Nipissing MPP Vic Fedeli said he is “very confident the health-care professionals” have done what they consider best for the community.

“This is just union pushback,” Fedeli said.

The health-care professionals, he said, have presented “an excellent plan” and he doesn’t need “anyone from Sudbury coming to North Bay” to tell the local community “how to do it.

“I am not taking any advice from the NDP” on how health-care should be run, he said.

“Any gaps (in the health-care system) will be smoothed out” of the “locally driven initiative.

Gelinas weighed in saying the North Bay hospital is known across the province for the quality of care it provides in psychiatry and addictions.
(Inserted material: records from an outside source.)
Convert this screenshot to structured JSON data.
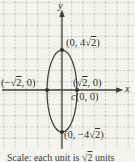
{
  "figure": {
    "y_axis_label": "y",
    "x_axis_label": "x",
    "point_labels": {
      "top": {
        "pre": "(0, 4√",
        "rad": "2",
        "post": ")"
      },
      "right": {
        "pre": "(√",
        "rad": "2",
        "post": ", 0)"
      },
      "left": {
        "pre": "(−√",
        "rad": "2",
        "post": ", 0)"
      },
      "bottom": {
        "pre": "(0, −4√",
        "rad": "2",
        "post": ")"
      },
      "center": {
        "italic": "c",
        "rest": "(0, 0)"
      }
    },
    "caption": {
      "pre": "Scale: each unit is √",
      "rad": "2",
      "post": " units"
    }
  },
  "geometry": {
    "type": "ellipse-graph",
    "ellipse": {
      "center": "c(0, 0)",
      "semi_axis_x": "√2",
      "semi_axis_y": "4√2",
      "orientation": "vertical-major-axis"
    },
    "marked_points": [
      "(0, 4√2)",
      "(√2, 0)",
      "(−√2, 0)",
      "c(0, 0)",
      "(0, −4√2)"
    ]
  },
  "colors": {
    "background": "#f4f4ef",
    "grid": "#b3b7ac",
    "axis": "#3f3e39",
    "curve": "#3f3e39",
    "text": "#2f2e2a"
  }
}
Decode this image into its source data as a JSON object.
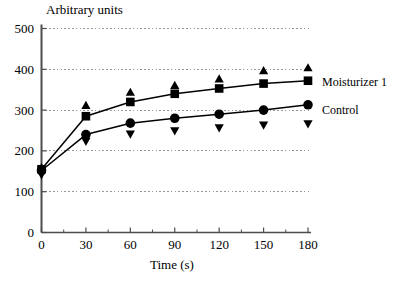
{
  "chart_data": {
    "type": "line",
    "title": "",
    "ylabel": "Arbitrary units",
    "xlabel": "Time (s)",
    "x": [
      0,
      30,
      60,
      90,
      120,
      150,
      180
    ],
    "xlim": [
      0,
      180
    ],
    "ylim": [
      0,
      500
    ],
    "xticks": [
      "0",
      "30",
      "60",
      "90",
      "120",
      "150",
      "180"
    ],
    "yticks": [
      "0",
      "100",
      "200",
      "300",
      "400",
      "500"
    ],
    "grid": true,
    "legend_position": "right",
    "series": [
      {
        "name": "Moisturizer 1",
        "marker": "square",
        "values": [
          155,
          285,
          320,
          340,
          353,
          365,
          372
        ]
      },
      {
        "name": "Control",
        "marker": "circle",
        "values": [
          152,
          240,
          268,
          280,
          290,
          300,
          313
        ]
      },
      {
        "name": "Moisturizer 1 upper error",
        "marker": "triangle-up",
        "values": [
          160,
          313,
          345,
          362,
          378,
          398,
          405
        ]
      },
      {
        "name": "Control lower error",
        "marker": "triangle-down",
        "values": [
          140,
          222,
          240,
          248,
          255,
          262,
          265
        ]
      }
    ]
  },
  "legend": {
    "moisturizer_label": "Moisturizer 1",
    "control_label": "Control"
  },
  "colors": {
    "ink": "#000000",
    "grid": "#8c8c8c",
    "axis": "#4d4d4d",
    "background": "#ffffff"
  }
}
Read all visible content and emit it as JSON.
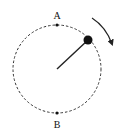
{
  "diagram": {
    "circle": {
      "cx": 57,
      "cy": 69,
      "r": 44,
      "style": "dashed"
    },
    "points": [
      {
        "label": "A",
        "x": 57,
        "y": 25,
        "label_x": 57,
        "label_y": 18
      },
      {
        "label": "B",
        "x": 57,
        "y": 113,
        "label_x": 57,
        "label_y": 128
      }
    ],
    "ball": {
      "x": 88,
      "y": 40,
      "r": 4.5
    },
    "rod": {
      "x1": 57,
      "y1": 69,
      "x2": 88,
      "y2": 40
    },
    "rotation": "clockwise",
    "colors": {
      "stroke": "#222222",
      "background": "#ffffff"
    }
  }
}
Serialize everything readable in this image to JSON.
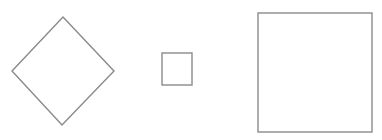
{
  "canvas": {
    "width": 382,
    "height": 140,
    "background": "#ffffff"
  },
  "style": {
    "stroke": "#8a8a8a",
    "stroke_width": 1.4,
    "fill": "#ffffff"
  },
  "shapes": [
    {
      "id": "diamond",
      "type": "polygon",
      "points": "63,17 114,71 62,125 12,71"
    },
    {
      "id": "small-square",
      "type": "rect",
      "x": 162,
      "y": 53,
      "width": 30,
      "height": 32
    },
    {
      "id": "large-square",
      "type": "rect",
      "x": 258,
      "y": 13,
      "width": 114,
      "height": 119
    }
  ]
}
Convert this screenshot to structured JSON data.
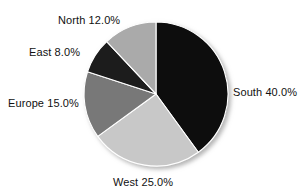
{
  "chart_data": {
    "type": "pie",
    "title": "",
    "subtitle": "",
    "xlabel": "",
    "ylabel": "",
    "legend_position": "none",
    "grid": false,
    "start_angle_deg": 0,
    "direction": "clockwise",
    "center": {
      "x": 156,
      "y": 94
    },
    "radius": 72,
    "categories": [
      "South",
      "West",
      "Europe",
      "East",
      "North"
    ],
    "values": [
      40.0,
      25.0,
      15.0,
      8.0,
      12.0
    ],
    "value_unit": "%",
    "slices": [
      {
        "name": "South",
        "value": 40.0,
        "label": "South 40.0%",
        "color": "#0a0a0a",
        "start_deg": 0,
        "end_deg": 144
      },
      {
        "name": "West",
        "value": 25.0,
        "label": "West 25.0%",
        "color": "#c8c8c8",
        "start_deg": 144,
        "end_deg": 234
      },
      {
        "name": "Europe",
        "value": 15.0,
        "label": "Europe 15.0%",
        "color": "#787878",
        "start_deg": 234,
        "end_deg": 288
      },
      {
        "name": "East",
        "value": 8.0,
        "label": "East 8.0%",
        "color": "#1a1a1a",
        "start_deg": 288,
        "end_deg": 316.8
      },
      {
        "name": "North",
        "value": 12.0,
        "label": "North 12.0%",
        "color": "#aaaaaa",
        "start_deg": 316.8,
        "end_deg": 360
      }
    ]
  },
  "style": {
    "background": "#ffffff",
    "separator_color": "#ffffff",
    "text_color": "#111111",
    "shadow_color": "#b4b4b4"
  }
}
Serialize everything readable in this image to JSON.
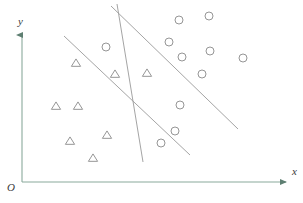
{
  "figure": {
    "title": "",
    "width": 303,
    "height": 203,
    "background": "#ffffff"
  },
  "axes": {
    "x_label": "x",
    "y_label": "y",
    "origin_label": "O",
    "color": "#7e9a8e",
    "x_axis": {
      "x1": 22,
      "y1": 182,
      "x2": 288,
      "y2": 182
    },
    "y_axis": {
      "x1": 22,
      "y1": 182,
      "x2": 22,
      "y2": 33
    },
    "arrow_style": "filled-triangle"
  },
  "chart_data": {
    "type": "scatter",
    "title": "",
    "xlabel": "x",
    "ylabel": "y",
    "grid": false,
    "legend": null,
    "annotations": [],
    "marker_color": "#8a8a8a",
    "line_color": "#9a9a9a",
    "series": [
      {
        "name": "triangles",
        "marker": "triangle",
        "color": "#8a8a8a",
        "points": [
          [
            76,
            63
          ],
          [
            115,
            74
          ],
          [
            147,
            73
          ],
          [
            56,
            106
          ],
          [
            78,
            106
          ],
          [
            70,
            141
          ],
          [
            107,
            135
          ],
          [
            93,
            158
          ]
        ]
      },
      {
        "name": "circles",
        "marker": "circle",
        "color": "#8a8a8a",
        "points": [
          [
            106,
            47
          ],
          [
            179,
            20
          ],
          [
            209,
            16
          ],
          [
            169,
            42
          ],
          [
            182,
            57
          ],
          [
            210,
            51
          ],
          [
            243,
            58
          ],
          [
            202,
            74
          ],
          [
            180,
            105
          ],
          [
            175,
            131
          ],
          [
            161,
            143
          ]
        ]
      }
    ],
    "separating_lines": [
      {
        "name": "upper-diagonal",
        "x1": 111,
        "y1": 6,
        "x2": 238,
        "y2": 129
      },
      {
        "name": "steep-line",
        "x1": 117,
        "y1": 4,
        "x2": 143,
        "y2": 162
      },
      {
        "name": "lower-diagonal",
        "x1": 64,
        "y1": 36,
        "x2": 190,
        "y2": 155
      }
    ]
  }
}
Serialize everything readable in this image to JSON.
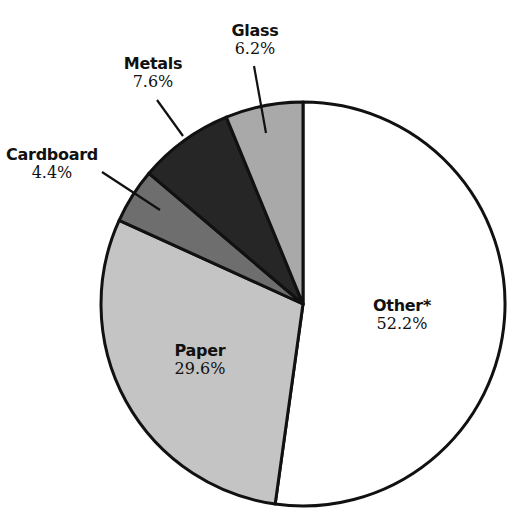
{
  "chart_data": {
    "type": "pie",
    "title": "",
    "start_angle_deg": 0,
    "direction": "clockwise",
    "slices": [
      {
        "label": "Other*",
        "value": 52.2,
        "display": "52.2%",
        "fill": "#ffffff"
      },
      {
        "label": "Paper",
        "value": 29.6,
        "display": "29.6%",
        "fill": "#c4c4c4"
      },
      {
        "label": "Cardboard",
        "value": 4.4,
        "display": "4.4%",
        "fill": "#6e6e6e"
      },
      {
        "label": "Metals",
        "value": 7.6,
        "display": "7.6%",
        "fill": "#262626"
      },
      {
        "label": "Glass",
        "value": 6.2,
        "display": "6.2%",
        "fill": "#a9a9a9"
      }
    ],
    "legend": "none",
    "labels": "inline and callout"
  },
  "labels": {
    "other": {
      "name": "Other*",
      "pct": "52.2%"
    },
    "paper": {
      "name": "Paper",
      "pct": "29.6%"
    },
    "cardboard": {
      "name": "Cardboard",
      "pct": "4.4%"
    },
    "metals": {
      "name": "Metals",
      "pct": "7.6%"
    },
    "glass": {
      "name": "Glass",
      "pct": "6.2%"
    }
  }
}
“It’s something to be very proud of,” she said. “But now you’re going to take that away to try to fund other parts of the continuum of care that the city doesn’t have and I say no to that. What this city needs is new money.”

She said although you hear a lot about the (Doug) Ford government cutting programs and services, the province has committed $3.8 billion in mental health and addiction services.

“So what we have to do is make sure some of that funding comes here to North Bay so you can build that continuum of care especially on the community side that is missing, so nobody falls through the cracks,” Gelinas said.

“To think you can take money from a program in the hospital and there will not be any lag time where people will not fall through the cracks is ludicrous.”